It expands the onrushing world of the young,
and refreshes the vanishing world of our elders.

*

All her life, our mother adored music.


She played the piano and often was humming or singing a bar from a melody that rippled through her mind.
We had a 1914 Model M Grand Steinway in our family home in San Francisco, 
a city our parents loved. 


A
s I write this story, I am listening to “Clair de Lune.
Our mother played that silky-smooth song, named after a French poem, over and over on that majestic piano.
She grew up in St. Louis, an accomplished equestrian, a charismatic, cosmopolitan woman full of radiant
joie de vivre who lit up a room. 


Tea for Two” was from the popular musical
No, No, Nanette set in the stylish 1920s about a vivacious young woman. No wonder our mother liked it!


O
ur father, who sailed under the Golden Gate Bridge in 1947 with twinkling blue eyes and “only hope in his pocket,”
had the tenacious drive of an immigrant and an entrepreneur’s vision. 


He was born into a cultured German family, whose world was shattered by the rise of the Nazi regime.


E
ventually, in great peril, his parents swept up their three sons and fled to a Shanghai ghetto,
where they lived in abject poverty as war refugees.


To survive, our father took whatever work he could to help put food on the table.
One of those was as a dance instructor, for he excelled at quick footwork. 


L
ater, here in the U.S. in happier times, he met our mother. They hit all the right notes together, an elegant couple. Our father liked an occasional Viennese waltz to remind him of his childhood in Europe, but he also fully embraced his new country and loved twirling his bride to Glenn Miller and Dean Martin hits. 

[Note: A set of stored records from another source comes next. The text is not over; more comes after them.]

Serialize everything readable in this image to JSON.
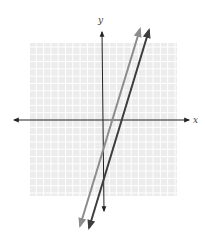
{
  "chart_data": {
    "type": "line",
    "title": "",
    "xlabel": "x",
    "ylabel": "y",
    "xlim": [
      -10,
      10
    ],
    "ylim": [
      -10,
      10
    ],
    "grid": true,
    "tick_labels": false,
    "series": [
      {
        "name": "line-1",
        "equation": "y = 3x - 4",
        "slope": 3,
        "intercept": -4,
        "color": "#8c8c8c",
        "points": [
          [
            -1.8,
            -9.4
          ],
          [
            5.3,
            11.9
          ]
        ]
      },
      {
        "name": "line-2",
        "equation": "y = 3x - 8",
        "slope": 3,
        "intercept": -8,
        "color": "#3d3d3d",
        "points": [
          [
            -0.5,
            -9.5
          ],
          [
            6.6,
            11.8
          ]
        ]
      }
    ]
  },
  "axes": {
    "x_label": "x",
    "y_label": "y"
  },
  "colors": {
    "grid_background": "#ececec",
    "grid_line": "#ffffff",
    "axis": "#222222",
    "line_light": "#8c8c8c",
    "line_dark": "#3d3d3d"
  }
}
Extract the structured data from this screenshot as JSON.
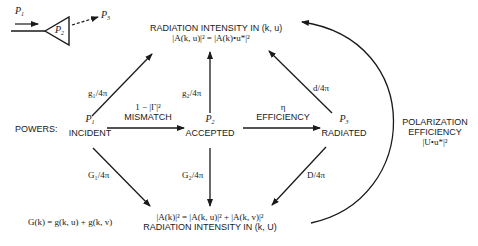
{
  "inset": {
    "p1": "P",
    "p1_sub": "1",
    "p2": "P",
    "p2_sub": "2",
    "p3": "P",
    "p3_sub": "3"
  },
  "nodes": {
    "powers_label": "POWERS:",
    "incident": {
      "symbol": "P",
      "sub": "1",
      "label": "INCIDENT"
    },
    "accepted": {
      "symbol": "P",
      "sub": "2",
      "label": "ACCEPTED"
    },
    "radiated": {
      "symbol": "P",
      "sub": "3",
      "label": "RADIATED"
    },
    "top": {
      "title": "RADIATION INTENSITY IN (k, u)",
      "formula": "|A(k, u)|² = |A(k)•u*|²"
    },
    "bottom": {
      "formula": "|A(k)|² = |A(k, u)|² + |A(k, v)|²",
      "title": "RADIATION INTENSITY IN (k, U)"
    }
  },
  "edges": {
    "mismatch": {
      "formula": "1 − |Γ|²",
      "label": "MISMATCH"
    },
    "efficiency": {
      "formula": "η",
      "label": "EFFICIENCY"
    },
    "g1": "g₁/4π",
    "g2": "g₂/4π",
    "d": "d/4π",
    "G1": "G₁/4π",
    "G2": "G₂/4π",
    "D": "D/4π"
  },
  "polarization": {
    "line1": "POLARIZATION",
    "line2": "EFFICIENCY",
    "formula": "|U•u*|²"
  },
  "gain_equation": "G(k) = g(k, u) + g(k, v)",
  "colors": {
    "ink": "#1a1a1a",
    "background": "#ffffff"
  }
}
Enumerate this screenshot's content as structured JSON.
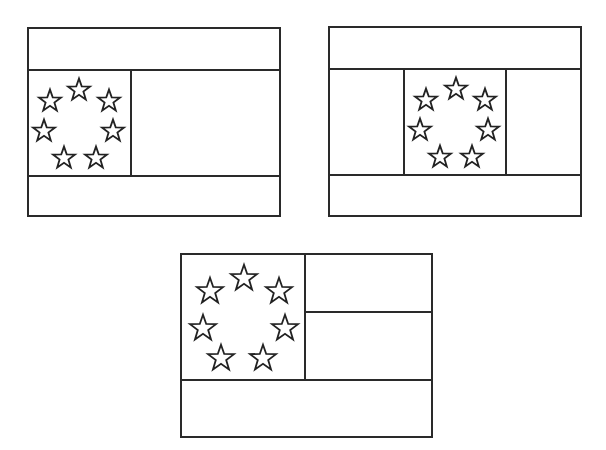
{
  "diagram": {
    "line_color": "#2a2a2a",
    "background": "#ffffff",
    "flags": [
      {
        "id": "flag-1",
        "name": "Flag with left canton in middle band",
        "frame": {
          "x": 28,
          "y": 28,
          "w": 252,
          "h": 188
        },
        "lines": [
          {
            "x1": 28,
            "y1": 70,
            "x2": 280,
            "y2": 70
          },
          {
            "x1": 28,
            "y1": 176,
            "x2": 280,
            "y2": 176
          },
          {
            "x1": 131,
            "y1": 70,
            "x2": 131,
            "y2": 176
          }
        ],
        "star_size": 22,
        "stars": [
          {
            "cx": 79,
            "cy": 89
          },
          {
            "cx": 50,
            "cy": 100
          },
          {
            "cx": 109,
            "cy": 100
          },
          {
            "cx": 44,
            "cy": 130
          },
          {
            "cx": 113,
            "cy": 130
          },
          {
            "cx": 64,
            "cy": 157
          },
          {
            "cx": 96,
            "cy": 157
          }
        ]
      },
      {
        "id": "flag-2",
        "name": "Flag with centered canton in middle band",
        "frame": {
          "x": 329,
          "y": 27,
          "w": 252,
          "h": 189
        },
        "lines": [
          {
            "x1": 329,
            "y1": 69,
            "x2": 581,
            "y2": 69
          },
          {
            "x1": 329,
            "y1": 175,
            "x2": 581,
            "y2": 175
          },
          {
            "x1": 404,
            "y1": 69,
            "x2": 404,
            "y2": 175
          },
          {
            "x1": 506,
            "y1": 69,
            "x2": 506,
            "y2": 175
          }
        ],
        "star_size": 22,
        "stars": [
          {
            "cx": 456,
            "cy": 88
          },
          {
            "cx": 426,
            "cy": 99
          },
          {
            "cx": 485,
            "cy": 99
          },
          {
            "cx": 420,
            "cy": 129
          },
          {
            "cx": 488,
            "cy": 129
          },
          {
            "cx": 440,
            "cy": 156
          },
          {
            "cx": 472,
            "cy": 156
          }
        ]
      },
      {
        "id": "flag-3",
        "name": "Flag with top-left canton and two stripes beside it",
        "frame": {
          "x": 181,
          "y": 254,
          "w": 251,
          "h": 183
        },
        "lines": [
          {
            "x1": 181,
            "y1": 380,
            "x2": 432,
            "y2": 380
          },
          {
            "x1": 305,
            "y1": 254,
            "x2": 305,
            "y2": 380
          },
          {
            "x1": 305,
            "y1": 312,
            "x2": 432,
            "y2": 312
          }
        ],
        "star_size": 26,
        "stars": [
          {
            "cx": 244,
            "cy": 277
          },
          {
            "cx": 210,
            "cy": 290
          },
          {
            "cx": 279,
            "cy": 290
          },
          {
            "cx": 203,
            "cy": 327
          },
          {
            "cx": 285,
            "cy": 327
          },
          {
            "cx": 221,
            "cy": 357
          },
          {
            "cx": 263,
            "cy": 357
          }
        ]
      }
    ]
  }
}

For a man who made something from nothing, it was fitting that Frank Sinatra’s “My Way” became his personal theme song. 

 

 

 

 

 

 

*





A
long the way, Rolf Lewis proudly bought a home with gorgeous views of the San Francisco Bay. Our parents raised us there. It looked out to the same bridge he had sailed under to discover his American dream. 

At Christmas time, you could hear our father’s pa rum pum pum pums as he sang along to a recording of “Little Drummer Boy.”
To this day, any time we hear gospel singer Mahalia Jackson’s glorious “O Holy Night,” my sister and I smile.
It was our mother’s favorite song of the season. 

 

 

 

 

 

 



*

 


M
usic was a constant and comfort, even as our world cracked. 


I
n 1977, on a family skiing vacation in Switzerland, our mother took a terrible fall on the icy slopes, and in that moment, in that winter wonderland, our family changed forever. 


A
t first, she was forgetful and asked the same question twice. Then she couldn’t remember where her keys were, what day of the week it was. She forgot how to tie her shoes, how to use a spoon. An Alzheimer’s-like dementia set in and stretched into an achingly long decline. She was a shell of her once-vibrant self. 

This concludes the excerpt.